Shock and Awful: The Chicago Bulls struggle with change

YAMAX

I find change to be exhausting.

I’m naturally a creature of routine. I’m at my best after a half-a-pot of coffee and six hours of sleep (not in that order). I can’t imagine what the typical life of a professional athlete entails. But what I do know is that change is exhausting.

This past week has been nothing but change for the Chicago Bulls. Fred Hoiberg fired. Jim Boylen elevated. Hours of running in practice. An exhilarating victory. The worst defeat in franchise history. The threat of more running. Mutiny. Meetings. Mediation. Reconciliation? Another loss. It’s been exhausting just as a fan, I can’t imagine what it’s like for the players, coaches, and management involved.

After the first game the Boylen Bulls played, the 96-90 loss to the Indiana Pacers 50 years ago last Tuesday, it was painfully obvious that the Bulls were not in good enough condition to play a complete game of BoyBall. They couldn’t execute their offense and keep up the breakneck pace Boylen demanded of them on defense. It resulted in the game slipping away from the Bulls in the second half.

Boylen’s response to the need for conditioning was to run his team into the ground.

It was an old school, meat-head, coaching tactic that didn’t sit well with the players. There are better ways of getting into the right basketball condition than wind sprints and suicides. Those types of drills carry the negative connotation of being punishments for poor behavior or play. I understand why players like Zach LaVine, who is probably in the best condition on the team and has had to carry a disproportionate amount of the offense due to his teammates injuries, might feel angry and frustrated with the new practice regimen.

Guys like LaVine, Justin Holiday, and Ryan Arcidiacono have been busting their asses off all season trying to keep the Bulls in games. Even Jabari Parker has been working to improve his condition and production. The old school coaching mentality of “you’re not doing enough until I say you’re doing enough” isn’t going to fly with a rag-tag group of players that have been overachieving since the beginning of the season.

And that last sentence points to the heart of the problem. The Bulls have been overachieving. Even with a 6-22 record, the Bulls have been overachieving. The talent on this team is not what management promised us it would be. It’s not what we fans hoped it would be. It’s not what Jim Boylen thinks it is.

I have been suggesting we fans consider the month of December Preseason Part II, and I think Boylen is looking at it in the same way. With the return of Lauri Markkanen, Bobby Portis, and Kris Dunn from injury, it’s as if the Bulls have a brand new team. Lineups have to be worked out. Player chemistry has to develop. The new system from the new coach has to be implemented. It’s the start of a brand new season.

If this is the way Boylen is thinking about things, he should have communicated it to the players. If this is Preseason Part II, then it makes sense to spend an exorbitant amount of time on conditioning in practice. It makes sense to sit starters for 20 minutes in the second half of a basketball game. It doesn’t matter then if sitting players results in the worst loss in franchise history, because it’s preseason and it doesn’t count. All Boylen had to do was tell his players that was the plan, and I guarantee the mutiny would never have happened.

The real problem with a meat-head coaching philosophy is that it doesn’t involve explaining things to players; It relies heavily on blind faith that “coach knows best.” Jim Boylen has not proven that “coach knows best.” He is trying a tactic best used on 8 year-olds who are either too young, or too timid, to question authority. “Coach knows best” doesn’t work well with teenagers let alone adults. If you are trying to build a team, if you are trying to build trust, you have to let the players into the inner workings of the decision making process.

Jim Boylen has to communicate better with his team.

As fans, how do we move forward from here?

We can’t effect change on the court. We can’t effect change in coaching style. We can’t effect change in the front office. We get to sit back and watch as a once proud franchise slips into disgrace.

It’s no secret that I am totally disgusted with the job John Paxson and Gar Forman have done building this team. I find them duplicitous, short-sighted, and petty. They have done a good job drafting talented players and freeing up salary cap space, but they do not evaluate players well at the professional level, they consistently get fleeced by other teams in trades resulting in the diminishing talent level of the Bulls players, and they have consistently failed to sign Super Star free agents in their prime.

I had been planning on writing about the so-called “Culture” of the Chicago Bulls, but Ricky O’Donnell of SBNation’s blogabull.com beat me to the punch. If you want to read a great piece detailing the Chicago Bulls actual culture, I suggest giving his article, John Paxson spent 15 years building the NBA’s worst culture…, a nice long read. It’s the perfect flamethrower of an article that soothed this crusty, anti-establishment bloggers soul.

 

Next up for the Bulls: The Orlando Magic in Mexico City. This is a winnable game people! Thanks for reading, and Go Bulls!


◆ WORK ORDER ◆
Where "this" appears in a line of the entries below, that line should be copied.

◆ INFORMATION SHOWN ◆
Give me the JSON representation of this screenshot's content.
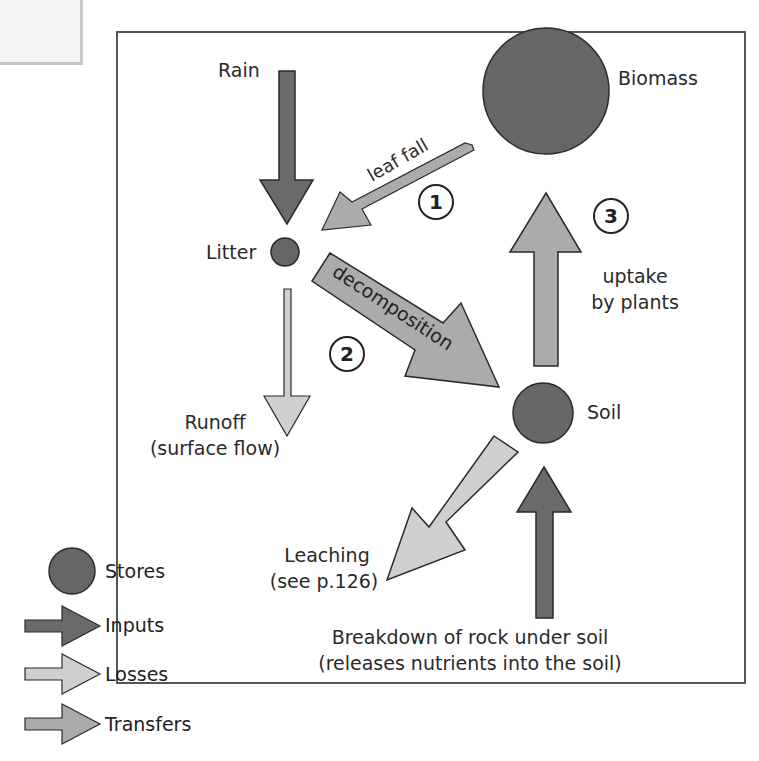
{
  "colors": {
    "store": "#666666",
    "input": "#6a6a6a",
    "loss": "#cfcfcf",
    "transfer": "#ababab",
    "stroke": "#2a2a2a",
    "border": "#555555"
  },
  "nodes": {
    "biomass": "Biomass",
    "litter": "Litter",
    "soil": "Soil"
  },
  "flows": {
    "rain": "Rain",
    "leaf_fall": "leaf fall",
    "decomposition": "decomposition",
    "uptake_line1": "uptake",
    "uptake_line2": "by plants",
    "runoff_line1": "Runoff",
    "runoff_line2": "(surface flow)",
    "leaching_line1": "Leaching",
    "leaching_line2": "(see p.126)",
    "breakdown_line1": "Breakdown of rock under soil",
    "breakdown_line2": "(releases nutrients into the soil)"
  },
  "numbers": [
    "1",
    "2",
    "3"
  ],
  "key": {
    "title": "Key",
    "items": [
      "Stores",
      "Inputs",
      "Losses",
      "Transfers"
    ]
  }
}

* * *

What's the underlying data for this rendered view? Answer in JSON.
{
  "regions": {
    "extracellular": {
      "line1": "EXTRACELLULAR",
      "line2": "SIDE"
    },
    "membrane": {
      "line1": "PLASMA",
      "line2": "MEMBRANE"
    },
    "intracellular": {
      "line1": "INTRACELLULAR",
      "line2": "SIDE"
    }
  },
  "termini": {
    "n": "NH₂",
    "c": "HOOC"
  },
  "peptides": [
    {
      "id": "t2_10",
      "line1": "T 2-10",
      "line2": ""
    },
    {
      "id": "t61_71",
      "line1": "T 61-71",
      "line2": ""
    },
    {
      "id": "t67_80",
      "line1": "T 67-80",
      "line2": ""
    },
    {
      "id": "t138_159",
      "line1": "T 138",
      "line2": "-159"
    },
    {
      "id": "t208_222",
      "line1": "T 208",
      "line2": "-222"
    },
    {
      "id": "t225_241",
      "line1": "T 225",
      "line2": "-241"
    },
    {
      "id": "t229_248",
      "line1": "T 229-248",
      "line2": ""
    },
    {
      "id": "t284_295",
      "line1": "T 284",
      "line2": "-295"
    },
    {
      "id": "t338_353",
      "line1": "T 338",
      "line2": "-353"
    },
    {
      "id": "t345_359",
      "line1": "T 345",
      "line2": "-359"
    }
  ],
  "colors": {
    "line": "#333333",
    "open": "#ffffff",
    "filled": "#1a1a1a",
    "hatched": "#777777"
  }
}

◆ COMPLETED EXERCISE ◆
Give me the JSON representation of this screenshot's content.
What's the underlying data for this rendered view? Answer in JSON.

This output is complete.